Review: Jillian Medoff’s “This Could Hurt”

by Miles Raymer

Medoff

Jillian Medoff’s This Could Hurt is a fun and heartfelt fictionalization of contemporary corporate life. The book explores the lives of a small group of executives who run the Human Resources Department at Ellery Consumer Research, a firm struggling to keep itself together in the wake of the 2008 financial crisis. While I did not find the story particularly moving and thought the writing was merely serviceable, I enjoyed getting to know the characters and contemplating Medoff’s many excellent insights about the nature of modern work.

The message of This Could Hurt can be summarized thus: despite the fact that laboring in a cutthroat capitalist economy can be utterly dehumanizing, people still manage to inject a lot of emotion and compassion into corporate machinations. Medoff’s narrative maintains an engaging balance between warm humanism and cold calculation, between the dreams and desires of the characters and the profit-driven numerical realities that dominate their lives. Here are a few passages that illustrate this dynamic:

A business was not a family––period. Yet what fueled an employee’s success, and in turn, the company’s, were the very qualities that bound a family: loyalty, diligence, humor, grace. (loc 415)

It’s all connected––our policies and people, our corporate personality, how we’re perceived––and it all flows through HR. That’s the first thing my mentor taught me. HR is the warm, beating heart that pumps blood into the organization. HR gives the company life, and as chief, everything flows through you. But to be successful, you must consider the whole organ; if you only focus on one artery, you kill off the patient. (loc. 1263, emphasis hers)

Business can be awful, but you have to rise above it; one way is to show your humanity when everyone else’s has disappeared. (loc. 2646)

These are the perspectives of Rosa Guerrero, the longtime head of HR at Ellery. She’s an endearing character from a disadvantaged background who climbed the corporate ladder by virtue of much grit and dedication. As the de facto Head of HR for a small company (much smaller than the one depicted in this novel), Rosa’s attitudes rang true for me. She nicely articulates the ways in which I try to carve out a legitimate space in my business for emotions and psychology amongst all the financial reports and competitive necessities. I count myself lucky to be part of an organization that, at least up to now, has retained a lot more of its humanity than Ellery Consumer Research.

Although Rosa is definitely the central character, the reader is treated to the internal perspectives of several other key members of HR at Ellery, each with particular strengths, weaknesses, successes and failures. The character development here isn’t top-notch, but it’s also not absent; in the end, I was genuinely pleased with how all the characters evolved.

Despite Rosa’s outlook and efforts, Ellery is a fairly harsh work environment where one misplaced comment can compromise a career and backstabbing for personal gain is common. I’ve no reason to think this isn’t typical of most work environments, and probably worse for folks in high-stakes corporate America. The question of whether influence and money can provide a meaningful life pervades the pages of This Could Hurt, and Medoff does herself a favor by not getting too preachy and allowing the story to speak for itself. Along the way, we encounter lots of topical themes, such as unconscious homophobia/racism, adult male friendship, sexism in the workplace, our culture of comparative consumerism, and work-life balance. Medoff’s handling of these themes isn’t unusually adroit, but she doesn’t fumble the ball either. The character arcs are not uniformly positive or negative, allowing for a plurality of outcomes that feel somewhat cliché but generally realistic.

In one sense, This Could Hurt is an incisive indictment of our hyper-capitalist moment. There’s little doubt that 21st-century globalization values profit and power over people at every turn. This perspective is perhaps best captured by Kenny, Rosa’s hotshot subordinate with a degree from Wharton Business School:

As a business leader, Rosa had critical limitations. She was plodding, unevolved, like most older managers who came of age without technology. What mattered in the twenty-first century was synergy, automation, and fast-moving systems rooted in sold org theory, not the slow putt-putt of outdated worker-centric business models. Rosa’s Big Idea was to invest in employees, which was fine if you had a machine that could time-travel back to 1995. In current thinking, people were only as valuable as the underlying processes; intellectual capital could be outsourced, so systems should allow for interchangeable staff––cheap labor, quick turnover, that’s what yielded profits. (loc. 2344)

The saddest aspect of Kenny’s perspective isn’t that he’s wrong, but rather that he’s dead right. We are living through a time when solid investment in people usually makes less sense than investment in technologies and/or services that can make a business far more successful for less––plain and simple. This grim truth gets my inner Marxist all worked up, makes me long for a guarantee that capitalism isn’t humanity’s economic end-game, but rather a necessary stepping stone toward far fairer and more humane systems of reward and distribution. And while that long-term possibility is beyond the scope of this novel, Medoff doesn’t leave the reader feeling hopeless. In the end, This Could Hurt left me contented, energized, and convinced that genuine happiness and meaning are still within reach for those who learn to peek beyond the blinders of the modern workplace.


EXERCISE
Every line in the listing below that holds the word "with" should be returned.

┌─ SOURCE DATA

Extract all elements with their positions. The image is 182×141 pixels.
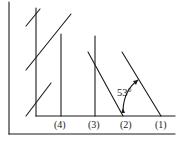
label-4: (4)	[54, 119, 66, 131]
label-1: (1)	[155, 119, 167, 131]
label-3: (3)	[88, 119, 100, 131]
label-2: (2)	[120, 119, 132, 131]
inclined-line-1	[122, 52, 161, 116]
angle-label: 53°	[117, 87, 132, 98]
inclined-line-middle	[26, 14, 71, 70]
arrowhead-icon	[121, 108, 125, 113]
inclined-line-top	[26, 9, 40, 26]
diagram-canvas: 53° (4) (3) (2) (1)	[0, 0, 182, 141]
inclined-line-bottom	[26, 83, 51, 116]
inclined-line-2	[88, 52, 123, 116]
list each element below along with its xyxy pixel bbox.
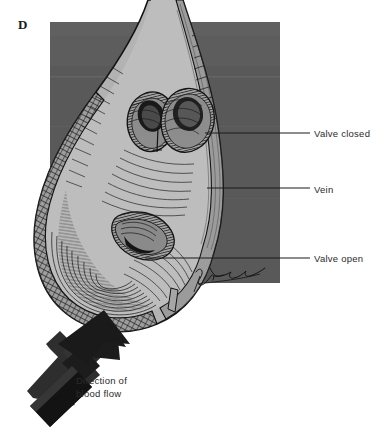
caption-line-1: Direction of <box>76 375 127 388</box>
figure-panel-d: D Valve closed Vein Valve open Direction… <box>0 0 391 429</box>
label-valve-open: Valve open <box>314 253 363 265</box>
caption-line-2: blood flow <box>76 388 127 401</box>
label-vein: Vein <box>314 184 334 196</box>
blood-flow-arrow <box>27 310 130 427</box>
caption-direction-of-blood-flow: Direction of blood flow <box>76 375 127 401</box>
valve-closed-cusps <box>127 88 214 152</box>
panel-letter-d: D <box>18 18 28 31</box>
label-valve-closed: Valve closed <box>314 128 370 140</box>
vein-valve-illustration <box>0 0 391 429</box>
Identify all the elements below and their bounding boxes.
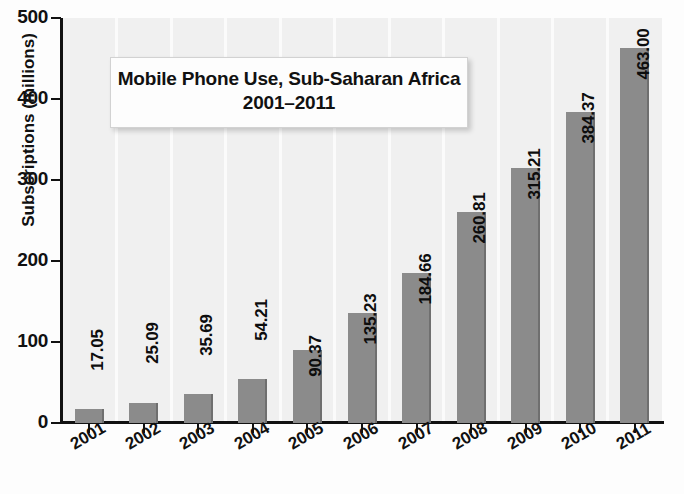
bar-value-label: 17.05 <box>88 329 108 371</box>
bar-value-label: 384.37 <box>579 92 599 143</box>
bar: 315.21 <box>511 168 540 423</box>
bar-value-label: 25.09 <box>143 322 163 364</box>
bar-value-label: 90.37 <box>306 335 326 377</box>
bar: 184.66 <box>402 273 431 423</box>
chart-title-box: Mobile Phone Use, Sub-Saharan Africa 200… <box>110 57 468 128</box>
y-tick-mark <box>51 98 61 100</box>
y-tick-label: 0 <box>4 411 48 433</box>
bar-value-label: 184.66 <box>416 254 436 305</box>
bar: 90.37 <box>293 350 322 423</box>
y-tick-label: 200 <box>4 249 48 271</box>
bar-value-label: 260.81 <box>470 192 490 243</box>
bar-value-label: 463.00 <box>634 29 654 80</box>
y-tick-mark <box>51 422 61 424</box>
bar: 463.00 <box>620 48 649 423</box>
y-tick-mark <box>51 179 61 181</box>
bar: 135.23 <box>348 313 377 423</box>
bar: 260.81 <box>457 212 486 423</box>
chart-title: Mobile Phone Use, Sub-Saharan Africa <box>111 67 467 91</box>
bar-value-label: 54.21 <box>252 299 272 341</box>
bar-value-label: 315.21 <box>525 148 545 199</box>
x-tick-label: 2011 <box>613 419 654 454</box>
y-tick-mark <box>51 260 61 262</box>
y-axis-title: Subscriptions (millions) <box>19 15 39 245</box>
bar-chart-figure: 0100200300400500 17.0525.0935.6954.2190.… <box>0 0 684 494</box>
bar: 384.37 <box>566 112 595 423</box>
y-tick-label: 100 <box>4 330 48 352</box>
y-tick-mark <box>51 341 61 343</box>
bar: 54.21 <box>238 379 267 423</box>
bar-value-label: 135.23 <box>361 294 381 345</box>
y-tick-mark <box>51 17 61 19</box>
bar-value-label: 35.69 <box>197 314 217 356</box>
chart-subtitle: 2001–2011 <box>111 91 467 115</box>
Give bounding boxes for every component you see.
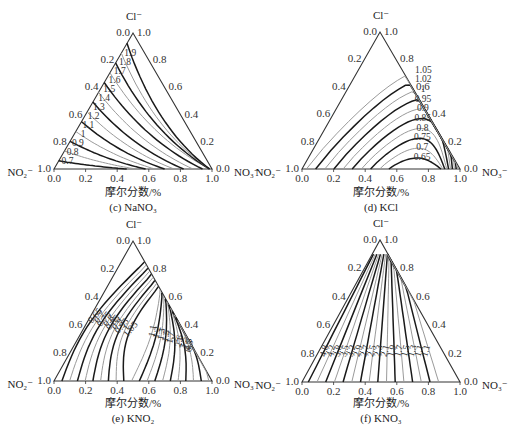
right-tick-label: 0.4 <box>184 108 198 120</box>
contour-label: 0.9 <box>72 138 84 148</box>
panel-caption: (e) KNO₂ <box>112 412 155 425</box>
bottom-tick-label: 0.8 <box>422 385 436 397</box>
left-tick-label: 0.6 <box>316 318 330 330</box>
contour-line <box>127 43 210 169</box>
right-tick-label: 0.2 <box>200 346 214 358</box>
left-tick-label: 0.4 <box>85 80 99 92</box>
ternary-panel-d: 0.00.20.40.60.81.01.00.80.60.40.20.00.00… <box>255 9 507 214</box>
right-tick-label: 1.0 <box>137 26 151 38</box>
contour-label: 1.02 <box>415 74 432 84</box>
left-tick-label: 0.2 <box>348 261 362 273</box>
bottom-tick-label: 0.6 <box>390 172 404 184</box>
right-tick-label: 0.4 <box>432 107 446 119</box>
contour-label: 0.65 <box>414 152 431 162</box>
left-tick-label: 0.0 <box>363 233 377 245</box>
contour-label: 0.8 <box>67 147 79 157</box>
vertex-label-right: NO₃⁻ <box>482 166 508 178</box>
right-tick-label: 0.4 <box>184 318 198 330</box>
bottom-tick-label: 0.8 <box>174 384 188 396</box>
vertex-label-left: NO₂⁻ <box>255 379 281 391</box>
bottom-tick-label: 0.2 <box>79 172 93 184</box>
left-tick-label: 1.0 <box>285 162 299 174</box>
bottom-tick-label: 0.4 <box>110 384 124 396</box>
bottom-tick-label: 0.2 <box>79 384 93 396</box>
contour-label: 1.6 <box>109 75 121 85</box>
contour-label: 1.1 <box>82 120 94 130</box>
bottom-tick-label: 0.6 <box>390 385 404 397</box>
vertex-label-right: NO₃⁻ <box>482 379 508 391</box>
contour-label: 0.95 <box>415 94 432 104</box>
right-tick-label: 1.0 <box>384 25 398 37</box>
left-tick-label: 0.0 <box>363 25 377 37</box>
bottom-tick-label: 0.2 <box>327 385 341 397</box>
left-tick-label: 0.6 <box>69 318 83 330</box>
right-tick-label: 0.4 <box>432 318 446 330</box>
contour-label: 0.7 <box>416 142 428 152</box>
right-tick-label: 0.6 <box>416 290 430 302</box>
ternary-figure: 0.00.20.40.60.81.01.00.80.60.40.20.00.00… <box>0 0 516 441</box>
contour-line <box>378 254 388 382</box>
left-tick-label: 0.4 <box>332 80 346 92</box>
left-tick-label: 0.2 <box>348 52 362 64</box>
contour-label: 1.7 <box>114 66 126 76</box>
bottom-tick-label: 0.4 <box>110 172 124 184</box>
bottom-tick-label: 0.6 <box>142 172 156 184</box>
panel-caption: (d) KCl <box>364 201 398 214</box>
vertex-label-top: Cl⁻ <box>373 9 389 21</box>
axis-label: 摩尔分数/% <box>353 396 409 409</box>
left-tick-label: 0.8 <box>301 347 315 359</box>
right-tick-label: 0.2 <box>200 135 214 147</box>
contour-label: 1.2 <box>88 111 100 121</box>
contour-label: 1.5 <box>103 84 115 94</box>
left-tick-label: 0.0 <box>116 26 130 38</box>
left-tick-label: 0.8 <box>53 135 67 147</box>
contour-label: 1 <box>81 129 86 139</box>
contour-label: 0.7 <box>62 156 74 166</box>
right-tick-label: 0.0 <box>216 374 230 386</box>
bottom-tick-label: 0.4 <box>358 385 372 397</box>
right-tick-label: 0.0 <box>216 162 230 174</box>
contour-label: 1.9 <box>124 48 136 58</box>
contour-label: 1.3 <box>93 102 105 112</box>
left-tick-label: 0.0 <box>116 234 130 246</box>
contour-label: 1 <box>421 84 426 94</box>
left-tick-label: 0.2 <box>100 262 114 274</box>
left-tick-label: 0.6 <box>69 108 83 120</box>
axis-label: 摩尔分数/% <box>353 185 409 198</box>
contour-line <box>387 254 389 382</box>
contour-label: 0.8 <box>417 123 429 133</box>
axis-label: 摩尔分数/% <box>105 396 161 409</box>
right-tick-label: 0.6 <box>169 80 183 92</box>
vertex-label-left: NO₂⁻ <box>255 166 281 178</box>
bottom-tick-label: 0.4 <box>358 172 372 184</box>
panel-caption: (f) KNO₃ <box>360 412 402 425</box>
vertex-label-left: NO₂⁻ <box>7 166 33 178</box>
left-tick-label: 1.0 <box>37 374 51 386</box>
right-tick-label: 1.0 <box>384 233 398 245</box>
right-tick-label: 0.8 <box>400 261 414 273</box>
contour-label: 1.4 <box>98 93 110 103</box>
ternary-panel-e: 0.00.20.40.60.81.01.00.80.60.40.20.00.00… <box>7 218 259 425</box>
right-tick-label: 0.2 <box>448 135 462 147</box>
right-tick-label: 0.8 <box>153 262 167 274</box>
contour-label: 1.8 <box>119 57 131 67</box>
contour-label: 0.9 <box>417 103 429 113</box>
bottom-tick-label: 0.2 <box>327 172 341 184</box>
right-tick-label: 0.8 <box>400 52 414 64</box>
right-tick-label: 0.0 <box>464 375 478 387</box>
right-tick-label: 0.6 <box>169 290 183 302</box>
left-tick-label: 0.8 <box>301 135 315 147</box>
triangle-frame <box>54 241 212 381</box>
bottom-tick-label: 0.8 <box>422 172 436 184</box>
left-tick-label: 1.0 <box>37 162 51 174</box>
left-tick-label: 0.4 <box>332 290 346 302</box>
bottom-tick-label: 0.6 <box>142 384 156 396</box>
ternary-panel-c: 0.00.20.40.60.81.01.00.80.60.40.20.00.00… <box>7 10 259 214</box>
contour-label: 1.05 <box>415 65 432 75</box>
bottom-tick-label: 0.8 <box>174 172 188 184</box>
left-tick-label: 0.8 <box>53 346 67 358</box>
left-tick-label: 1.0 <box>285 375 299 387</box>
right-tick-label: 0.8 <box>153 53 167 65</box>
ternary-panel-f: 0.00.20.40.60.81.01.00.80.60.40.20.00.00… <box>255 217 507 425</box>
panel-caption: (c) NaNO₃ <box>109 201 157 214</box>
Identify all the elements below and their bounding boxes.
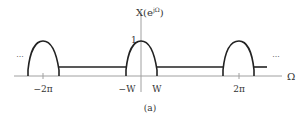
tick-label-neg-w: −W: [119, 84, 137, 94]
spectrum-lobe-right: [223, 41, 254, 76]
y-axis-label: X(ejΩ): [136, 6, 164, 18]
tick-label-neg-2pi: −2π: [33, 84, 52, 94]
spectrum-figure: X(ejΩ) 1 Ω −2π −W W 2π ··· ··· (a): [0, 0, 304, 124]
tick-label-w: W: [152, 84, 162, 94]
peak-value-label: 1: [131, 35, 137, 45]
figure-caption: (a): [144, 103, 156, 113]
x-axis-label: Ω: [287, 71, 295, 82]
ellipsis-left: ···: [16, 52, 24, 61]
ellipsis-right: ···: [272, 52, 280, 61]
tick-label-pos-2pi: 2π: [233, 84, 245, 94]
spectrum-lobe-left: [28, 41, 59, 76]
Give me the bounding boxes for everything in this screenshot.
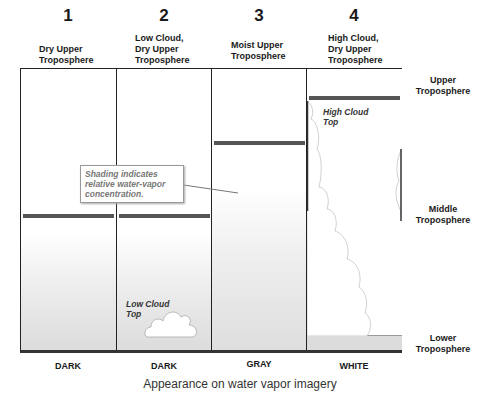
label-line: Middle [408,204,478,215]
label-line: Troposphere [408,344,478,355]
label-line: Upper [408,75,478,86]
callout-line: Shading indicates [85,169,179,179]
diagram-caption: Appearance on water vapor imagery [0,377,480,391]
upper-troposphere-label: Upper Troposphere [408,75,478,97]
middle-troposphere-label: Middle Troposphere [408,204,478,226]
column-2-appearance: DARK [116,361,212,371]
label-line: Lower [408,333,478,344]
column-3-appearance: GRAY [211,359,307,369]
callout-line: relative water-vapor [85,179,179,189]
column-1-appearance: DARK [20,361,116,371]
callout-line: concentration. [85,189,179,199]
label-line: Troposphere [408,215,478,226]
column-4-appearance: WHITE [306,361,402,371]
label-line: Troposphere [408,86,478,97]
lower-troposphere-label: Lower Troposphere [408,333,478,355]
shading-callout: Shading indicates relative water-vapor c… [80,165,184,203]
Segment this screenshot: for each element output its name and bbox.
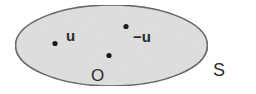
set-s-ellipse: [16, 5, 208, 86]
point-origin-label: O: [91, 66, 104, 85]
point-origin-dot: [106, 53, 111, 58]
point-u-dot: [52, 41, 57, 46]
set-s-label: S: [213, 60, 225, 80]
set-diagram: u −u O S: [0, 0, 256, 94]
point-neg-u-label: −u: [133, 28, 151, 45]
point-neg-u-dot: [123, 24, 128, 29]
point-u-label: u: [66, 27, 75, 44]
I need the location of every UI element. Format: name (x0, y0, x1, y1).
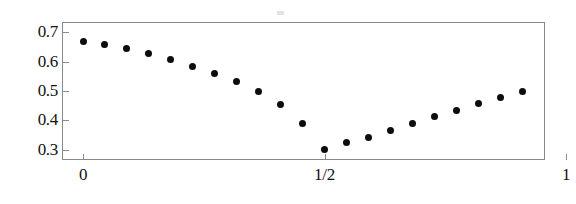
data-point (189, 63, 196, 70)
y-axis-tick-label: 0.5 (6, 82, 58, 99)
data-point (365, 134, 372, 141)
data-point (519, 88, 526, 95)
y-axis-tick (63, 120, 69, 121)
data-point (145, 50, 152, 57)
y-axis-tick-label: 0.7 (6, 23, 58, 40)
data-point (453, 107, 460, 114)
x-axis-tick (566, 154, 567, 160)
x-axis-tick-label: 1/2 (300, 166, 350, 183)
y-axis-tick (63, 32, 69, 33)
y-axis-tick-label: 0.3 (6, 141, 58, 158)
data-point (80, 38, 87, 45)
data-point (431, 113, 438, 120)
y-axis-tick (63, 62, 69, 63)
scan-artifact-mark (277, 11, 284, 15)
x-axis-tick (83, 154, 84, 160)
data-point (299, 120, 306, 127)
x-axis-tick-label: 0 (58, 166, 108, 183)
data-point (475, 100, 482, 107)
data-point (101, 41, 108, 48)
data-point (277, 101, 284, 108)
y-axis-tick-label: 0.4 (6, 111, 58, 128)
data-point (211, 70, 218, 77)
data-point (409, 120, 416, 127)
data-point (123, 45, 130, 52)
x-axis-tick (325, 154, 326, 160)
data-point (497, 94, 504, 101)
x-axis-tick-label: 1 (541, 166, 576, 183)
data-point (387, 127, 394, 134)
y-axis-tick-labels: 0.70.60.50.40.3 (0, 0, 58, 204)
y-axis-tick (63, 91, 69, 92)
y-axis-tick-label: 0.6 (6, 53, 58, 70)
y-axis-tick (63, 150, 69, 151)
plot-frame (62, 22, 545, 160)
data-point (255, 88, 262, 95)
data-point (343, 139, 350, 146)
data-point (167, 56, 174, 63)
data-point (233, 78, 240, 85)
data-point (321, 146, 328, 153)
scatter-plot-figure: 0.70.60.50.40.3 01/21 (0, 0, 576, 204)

└─

ANSWER TO THE EXERCISE
Extract all elements with their positions. The image is 182×141 pixels.
list each element below along with its xyxy pixel bbox.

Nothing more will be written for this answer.